"Is this your first time in?" Yusuf asked tourists. "Please sign in using the iPad."
Yusuf, whose family lives nearby, said she worries what will happen when the trial is over and the city comes for the square. Today, she said, it's a place for healing, for mourning, for community. What will happen if the city tries to remove these symbols?
Wrapped in blankets and chains, high school English teacher Kaia Hirt sat in a folding chair, a cold wind whipping the ribbons and flags attached to the fence to which she's locked herself.
The fortified government complex loomed over her shoulder. Inside, a jury is hearing the murder case against Chauvin.
“This isn’t about me at all," Hirt said. "These fences that the city erected are representative of their inability to build a relationship with the community. If I have to sit out here with these silly chains on to get you to listen to me, I will."
For many Black protesters and police-reform advocates, the razor wire, armored vehicles and camouflaged soldiers with rifles are the ultimate expression of the yawning chasm between the government and the people it is supposed to represent.
That's not new to Black community leaders in Minneapolis, who say poor education, sparse health care and high unemployment are products of institutional racism. They hope the trial and the city's $27 million payment to Floyd's family will provide the necessary push to dismantle those systems.
Minneapolis Mayor Jacob Frey said he welcomes the urgency of Black activists, which he said has spurred the city to reform policy at every level, including police officers' use of force and new programs to increase Black property ownership and loan money to Black-owned businesses affected by the riots.
"It's impossible to course-correct 400 years of systemic oppression in a single policy," he said. "No one of them has any snappy slogan or hashtag. And that kind of process is the point: This work is hard and it needs to be done every day."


Exercise prompt | Where does the word "Personal" occur in the entries below? Copy every line that has it.

Source material |
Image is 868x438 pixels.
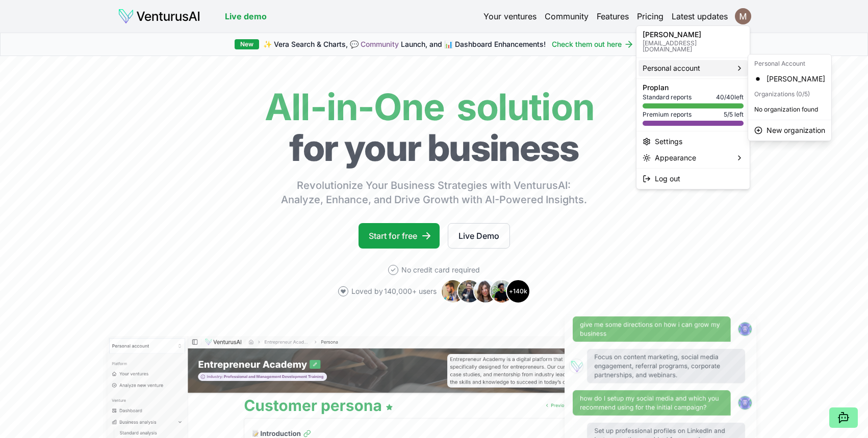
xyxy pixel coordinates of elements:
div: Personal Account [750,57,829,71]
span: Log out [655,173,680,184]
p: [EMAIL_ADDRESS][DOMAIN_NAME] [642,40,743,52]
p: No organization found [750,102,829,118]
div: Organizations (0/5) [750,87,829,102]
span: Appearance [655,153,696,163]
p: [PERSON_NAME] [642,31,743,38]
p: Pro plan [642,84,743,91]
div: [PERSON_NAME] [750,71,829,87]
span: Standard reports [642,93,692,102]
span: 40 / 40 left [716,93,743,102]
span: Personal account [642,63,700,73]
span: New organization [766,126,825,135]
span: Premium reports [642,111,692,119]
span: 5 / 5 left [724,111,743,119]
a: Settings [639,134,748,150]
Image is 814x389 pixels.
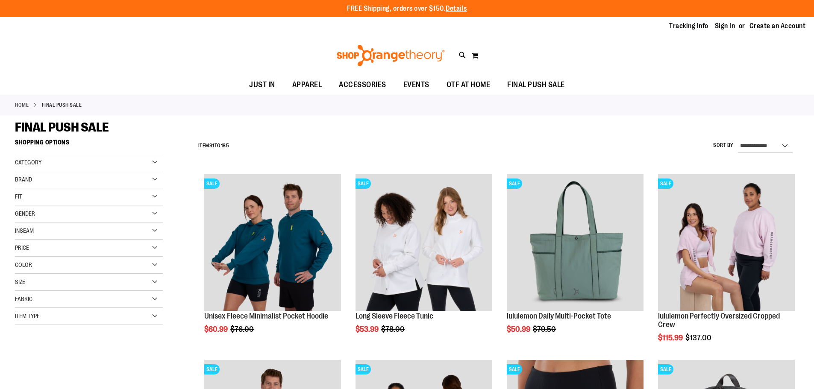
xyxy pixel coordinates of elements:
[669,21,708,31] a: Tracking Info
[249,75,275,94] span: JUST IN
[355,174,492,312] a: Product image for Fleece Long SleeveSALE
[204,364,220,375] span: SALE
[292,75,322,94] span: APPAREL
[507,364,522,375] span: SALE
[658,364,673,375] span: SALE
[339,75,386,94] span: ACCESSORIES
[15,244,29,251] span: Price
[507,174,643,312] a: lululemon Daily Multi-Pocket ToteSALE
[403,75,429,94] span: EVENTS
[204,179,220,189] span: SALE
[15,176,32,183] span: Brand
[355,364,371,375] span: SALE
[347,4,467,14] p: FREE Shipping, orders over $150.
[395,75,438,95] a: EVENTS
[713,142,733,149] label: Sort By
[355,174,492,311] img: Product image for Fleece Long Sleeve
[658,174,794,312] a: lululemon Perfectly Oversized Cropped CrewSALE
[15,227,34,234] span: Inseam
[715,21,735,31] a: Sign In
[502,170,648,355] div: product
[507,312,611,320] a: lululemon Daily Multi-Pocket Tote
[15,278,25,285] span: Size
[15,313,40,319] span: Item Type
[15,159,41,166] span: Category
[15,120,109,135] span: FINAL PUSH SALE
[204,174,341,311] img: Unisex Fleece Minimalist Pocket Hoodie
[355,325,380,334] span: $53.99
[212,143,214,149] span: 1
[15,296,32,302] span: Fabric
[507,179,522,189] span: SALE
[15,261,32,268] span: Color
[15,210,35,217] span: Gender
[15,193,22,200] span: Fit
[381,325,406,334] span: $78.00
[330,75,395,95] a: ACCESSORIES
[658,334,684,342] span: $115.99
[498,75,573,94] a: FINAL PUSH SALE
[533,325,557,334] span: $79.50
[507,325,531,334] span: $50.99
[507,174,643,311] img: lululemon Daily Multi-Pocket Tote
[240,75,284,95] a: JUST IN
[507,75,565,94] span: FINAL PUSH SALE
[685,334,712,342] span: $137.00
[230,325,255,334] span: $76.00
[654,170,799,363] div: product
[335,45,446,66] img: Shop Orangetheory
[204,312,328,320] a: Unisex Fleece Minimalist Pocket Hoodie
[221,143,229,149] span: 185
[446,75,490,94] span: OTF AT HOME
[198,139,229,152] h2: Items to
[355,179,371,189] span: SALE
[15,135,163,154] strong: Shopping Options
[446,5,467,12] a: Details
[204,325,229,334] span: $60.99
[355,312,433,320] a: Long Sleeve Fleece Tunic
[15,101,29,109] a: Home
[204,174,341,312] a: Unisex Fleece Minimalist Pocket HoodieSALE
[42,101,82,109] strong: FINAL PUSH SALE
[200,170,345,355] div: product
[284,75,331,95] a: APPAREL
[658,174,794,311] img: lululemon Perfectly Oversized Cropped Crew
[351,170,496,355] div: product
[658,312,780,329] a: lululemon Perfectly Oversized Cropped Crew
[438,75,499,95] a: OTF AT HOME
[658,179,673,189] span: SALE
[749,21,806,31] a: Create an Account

--

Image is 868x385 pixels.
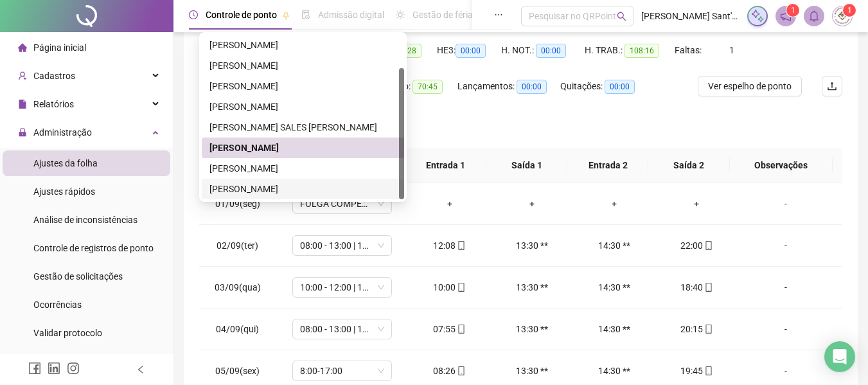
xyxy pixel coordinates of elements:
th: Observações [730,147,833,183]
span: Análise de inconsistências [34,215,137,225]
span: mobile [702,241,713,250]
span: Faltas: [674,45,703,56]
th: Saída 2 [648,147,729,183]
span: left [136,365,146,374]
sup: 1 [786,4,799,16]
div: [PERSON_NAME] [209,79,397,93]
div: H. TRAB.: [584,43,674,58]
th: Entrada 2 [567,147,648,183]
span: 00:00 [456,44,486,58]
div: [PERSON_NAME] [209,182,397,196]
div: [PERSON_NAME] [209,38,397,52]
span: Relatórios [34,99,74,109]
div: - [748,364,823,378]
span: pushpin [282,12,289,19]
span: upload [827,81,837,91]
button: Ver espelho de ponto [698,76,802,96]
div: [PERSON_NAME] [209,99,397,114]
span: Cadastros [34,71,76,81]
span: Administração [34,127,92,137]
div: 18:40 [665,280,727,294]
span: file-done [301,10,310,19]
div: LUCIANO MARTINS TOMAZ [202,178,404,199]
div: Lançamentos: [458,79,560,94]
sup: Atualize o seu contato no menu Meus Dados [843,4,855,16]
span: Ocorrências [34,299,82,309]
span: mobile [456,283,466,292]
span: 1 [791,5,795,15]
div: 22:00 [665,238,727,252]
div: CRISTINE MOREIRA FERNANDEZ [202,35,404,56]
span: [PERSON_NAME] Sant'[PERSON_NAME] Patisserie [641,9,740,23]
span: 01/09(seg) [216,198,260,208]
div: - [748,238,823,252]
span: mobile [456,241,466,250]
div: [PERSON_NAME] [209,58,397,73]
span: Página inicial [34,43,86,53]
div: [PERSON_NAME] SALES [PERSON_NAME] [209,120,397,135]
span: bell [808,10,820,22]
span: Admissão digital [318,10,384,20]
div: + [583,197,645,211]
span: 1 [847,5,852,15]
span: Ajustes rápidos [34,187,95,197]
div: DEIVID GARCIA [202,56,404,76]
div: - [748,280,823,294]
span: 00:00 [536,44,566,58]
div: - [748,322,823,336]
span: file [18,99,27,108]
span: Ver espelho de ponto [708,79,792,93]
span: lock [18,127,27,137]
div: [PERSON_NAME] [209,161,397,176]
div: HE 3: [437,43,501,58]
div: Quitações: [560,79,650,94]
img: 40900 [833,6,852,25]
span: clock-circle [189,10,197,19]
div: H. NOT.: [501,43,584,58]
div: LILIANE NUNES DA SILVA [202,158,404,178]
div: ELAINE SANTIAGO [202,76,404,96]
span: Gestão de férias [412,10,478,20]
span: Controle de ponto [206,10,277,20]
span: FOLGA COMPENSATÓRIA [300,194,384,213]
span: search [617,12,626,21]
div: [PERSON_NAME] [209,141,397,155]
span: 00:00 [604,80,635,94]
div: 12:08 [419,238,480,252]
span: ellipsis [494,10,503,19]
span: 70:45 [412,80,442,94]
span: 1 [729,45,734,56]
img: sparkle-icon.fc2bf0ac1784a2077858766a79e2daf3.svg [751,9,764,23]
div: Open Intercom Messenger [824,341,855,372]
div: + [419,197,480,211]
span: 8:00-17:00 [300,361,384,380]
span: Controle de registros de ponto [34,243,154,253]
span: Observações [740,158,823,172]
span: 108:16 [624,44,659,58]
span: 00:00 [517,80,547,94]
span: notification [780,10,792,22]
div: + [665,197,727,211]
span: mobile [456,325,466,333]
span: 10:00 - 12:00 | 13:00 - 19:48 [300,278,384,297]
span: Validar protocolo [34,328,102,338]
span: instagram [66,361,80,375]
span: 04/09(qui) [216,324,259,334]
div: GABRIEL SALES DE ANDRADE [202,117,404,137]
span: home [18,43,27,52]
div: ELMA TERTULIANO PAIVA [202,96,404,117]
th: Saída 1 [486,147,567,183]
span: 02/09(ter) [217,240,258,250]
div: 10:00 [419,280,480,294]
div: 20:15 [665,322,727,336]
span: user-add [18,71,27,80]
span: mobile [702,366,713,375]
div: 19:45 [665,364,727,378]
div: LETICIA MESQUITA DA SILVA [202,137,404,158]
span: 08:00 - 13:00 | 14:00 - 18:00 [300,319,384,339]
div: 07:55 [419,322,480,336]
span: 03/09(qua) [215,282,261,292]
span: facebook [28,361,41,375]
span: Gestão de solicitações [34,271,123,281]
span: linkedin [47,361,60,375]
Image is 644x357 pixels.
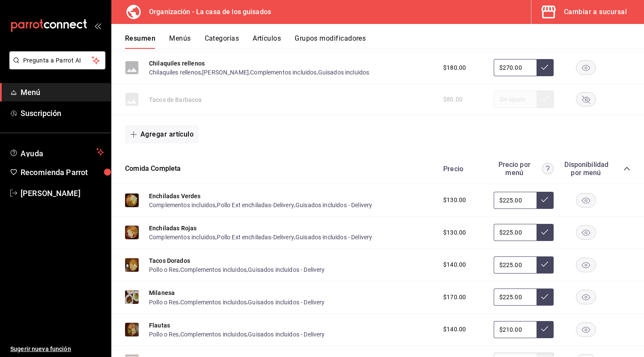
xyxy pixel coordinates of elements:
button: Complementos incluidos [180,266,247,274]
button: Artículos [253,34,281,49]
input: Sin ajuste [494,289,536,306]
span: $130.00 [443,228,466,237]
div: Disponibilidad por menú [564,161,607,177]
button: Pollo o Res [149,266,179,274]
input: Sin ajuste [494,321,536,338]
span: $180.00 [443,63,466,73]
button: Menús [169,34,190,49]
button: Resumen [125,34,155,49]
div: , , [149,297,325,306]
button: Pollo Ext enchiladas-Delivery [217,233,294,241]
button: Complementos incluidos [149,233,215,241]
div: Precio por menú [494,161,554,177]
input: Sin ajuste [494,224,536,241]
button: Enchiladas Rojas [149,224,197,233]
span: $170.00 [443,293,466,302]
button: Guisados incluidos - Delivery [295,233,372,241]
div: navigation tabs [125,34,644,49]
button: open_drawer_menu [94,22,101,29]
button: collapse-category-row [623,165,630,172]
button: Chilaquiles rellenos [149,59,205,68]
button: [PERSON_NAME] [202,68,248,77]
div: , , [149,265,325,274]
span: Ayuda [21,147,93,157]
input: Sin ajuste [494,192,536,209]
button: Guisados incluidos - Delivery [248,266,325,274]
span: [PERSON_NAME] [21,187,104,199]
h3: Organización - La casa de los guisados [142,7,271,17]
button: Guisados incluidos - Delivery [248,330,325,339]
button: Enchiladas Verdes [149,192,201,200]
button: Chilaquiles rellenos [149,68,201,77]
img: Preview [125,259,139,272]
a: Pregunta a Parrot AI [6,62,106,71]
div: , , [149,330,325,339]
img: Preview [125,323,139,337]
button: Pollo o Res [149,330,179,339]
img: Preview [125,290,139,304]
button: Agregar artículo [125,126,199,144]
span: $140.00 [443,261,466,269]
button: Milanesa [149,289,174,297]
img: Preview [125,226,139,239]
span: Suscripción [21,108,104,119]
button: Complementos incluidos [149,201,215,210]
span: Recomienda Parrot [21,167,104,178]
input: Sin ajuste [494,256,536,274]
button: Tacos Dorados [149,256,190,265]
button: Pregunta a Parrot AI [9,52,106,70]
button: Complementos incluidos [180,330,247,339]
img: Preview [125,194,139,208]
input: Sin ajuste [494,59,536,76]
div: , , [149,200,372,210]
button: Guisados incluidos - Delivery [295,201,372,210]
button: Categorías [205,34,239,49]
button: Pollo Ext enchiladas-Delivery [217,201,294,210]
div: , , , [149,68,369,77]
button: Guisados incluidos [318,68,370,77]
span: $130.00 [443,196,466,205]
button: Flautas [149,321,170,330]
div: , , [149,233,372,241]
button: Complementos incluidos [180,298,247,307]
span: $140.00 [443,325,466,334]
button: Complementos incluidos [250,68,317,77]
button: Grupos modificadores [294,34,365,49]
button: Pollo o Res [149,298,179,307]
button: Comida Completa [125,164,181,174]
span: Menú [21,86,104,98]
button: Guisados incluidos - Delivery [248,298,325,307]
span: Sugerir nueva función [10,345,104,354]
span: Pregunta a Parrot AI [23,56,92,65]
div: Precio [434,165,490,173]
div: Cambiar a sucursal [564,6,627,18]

Response area |
div: Personal Account [750,57,829,71]
span: Personal account [642,63,700,73]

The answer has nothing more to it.